At the 2014 forum, according to the report, JP Morgan Chief Executive Jamie Dimon said, “The question isn’t whether we accept it. The question is do we even participate [with] people who facilitate Bitcoin?”
His words echoed a strong distrust of the uses of Bitcoin by U.S. Treasury Secretary Jack Lew.
However, at this year’s conference, set against the backdrop of the giant trillion-euro quantitative easing package expected to be carried out by the European Central Bank, the usual pundits have less to be confident about. Instead, the media is choosing to pick up on the championing of fiat alternatives, the website said.
Hoffmann spoke about how Bitcoin “could open up the advantages of banking to regions of the world that do not yet benefit from the banking system”, Time said.
He also envisaged Bitcoin’s potential impact on the developed world, such as making it easier to conduct financial transactions related to driving, including paying tolls and paying for parking, according to Time.
The gradual encroachment of Bitcoin onto the forum’s agenda is expected to inspire confidence in many advocates, and those who openly oppose the concept of digital currency seem to matter increasingly less, CoinTelegraph said.
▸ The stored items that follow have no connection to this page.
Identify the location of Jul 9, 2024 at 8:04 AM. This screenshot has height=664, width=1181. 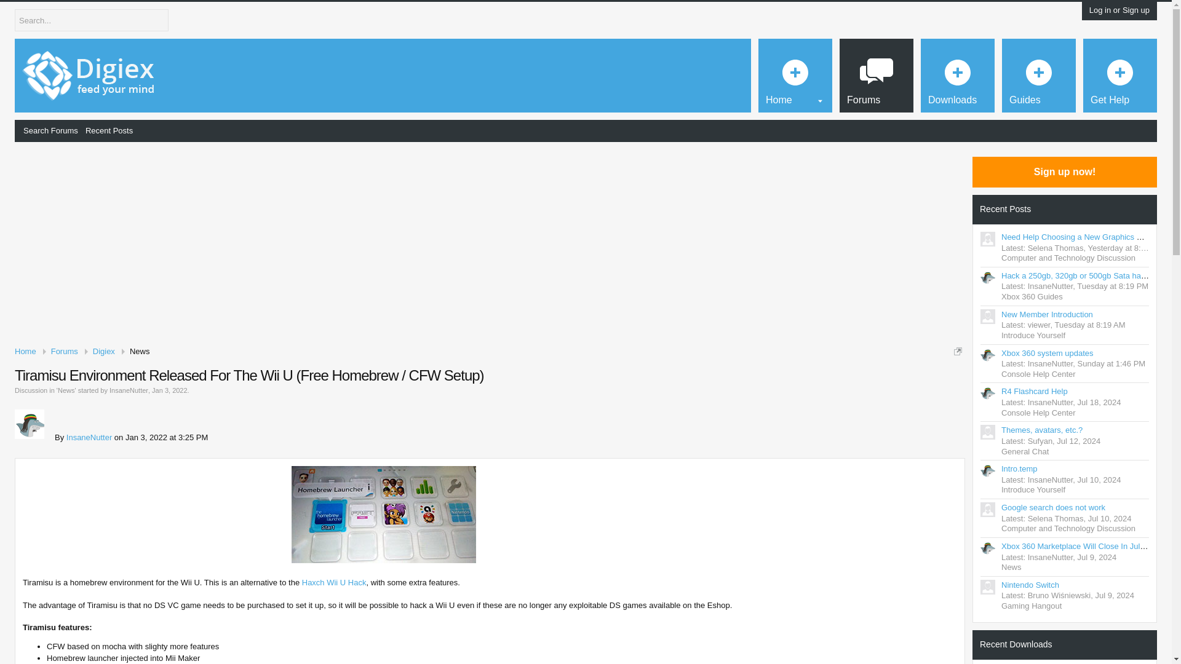
(1114, 595).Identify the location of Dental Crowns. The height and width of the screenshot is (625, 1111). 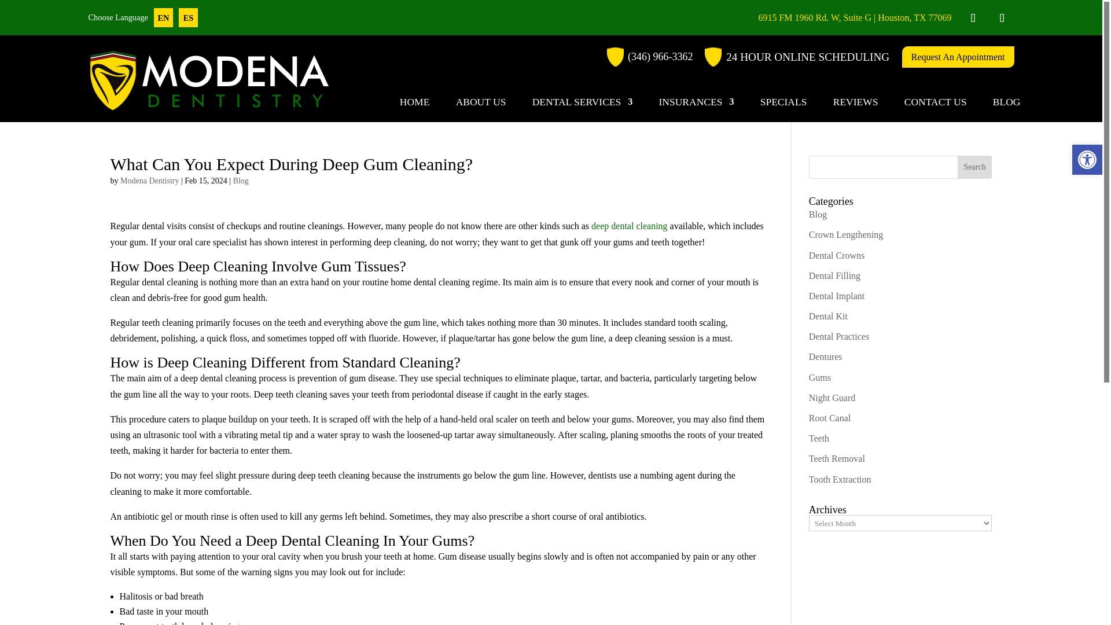
(836, 255).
A report in the Daily Beast, however, was less enthusiastic about the Bitcoin.
The report called the Bitcoin a basket case, saying the last thing that the poor unbanked people of the world need is to transact in a currency where the only store of value is the enthusiasm of its adherents to convert their dollars.
It said the Bitcoin is for speculators, and that poor people without banking systems need decent banking systems, free of corruption, run in the public’s interest. The report claimed the volatile Bitcoin is a ticket to Zimbabwe-style hyper-inflation at worst and, at best, a cycle of booms and busts fueled by anonymous traders accountable to no one.